Is it an homage, a gag, or is it plagiarism? I think you cross the line when you take hacking so seriously that you put hacking on equal footing with new game creation.
Sure, have fun with it, but at least give credit where credit is due.
Otherwise years from now when the ROM image is all we have, nobody will know who made these games or what the original version is.
"Hey look, it's Tron Light Cycles by Pyramid Studios"!
"No, that's Surround by Al Miller from Atari."
"Who is 'Otari'? The filename says TRONLC.BIN and the emulator database says it's by Pyramid Studios. They must have been some old game company from the 1970s."

Board Games
in Atari 2600
Posted
Othello
Video Chess
Backgammon
Flag Capture (dumbed down Risk)
3D Tic Tac Toe
Checkers (Activision and Atari)
If you consider the puzzle genre equivalent to board games, then homebrews have been busy with them, like Okie Dokie, Qb, and Jammed/Crazy Valet.
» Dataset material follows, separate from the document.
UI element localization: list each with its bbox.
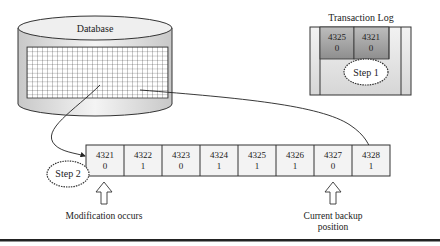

Board games are hard to do on the 2600 because they are background-graphics intensive. This generally means dynamic playfield bitmaps which are hard to do on the 2600 and still yield few colors to work with.
Battleship would require too much RAM for a stock 2600. It's two 10x10 boards and there are three states, unknown, hit, and miss.
It's probably doable with Starpath RAM.
Visually indicating a hit vs. a miss would also be tricky. You'd have to resort to striping because the playfield only has two colors, one for background and one for foreground. If you interleaved the background you could have odd scanlines be red and even be white.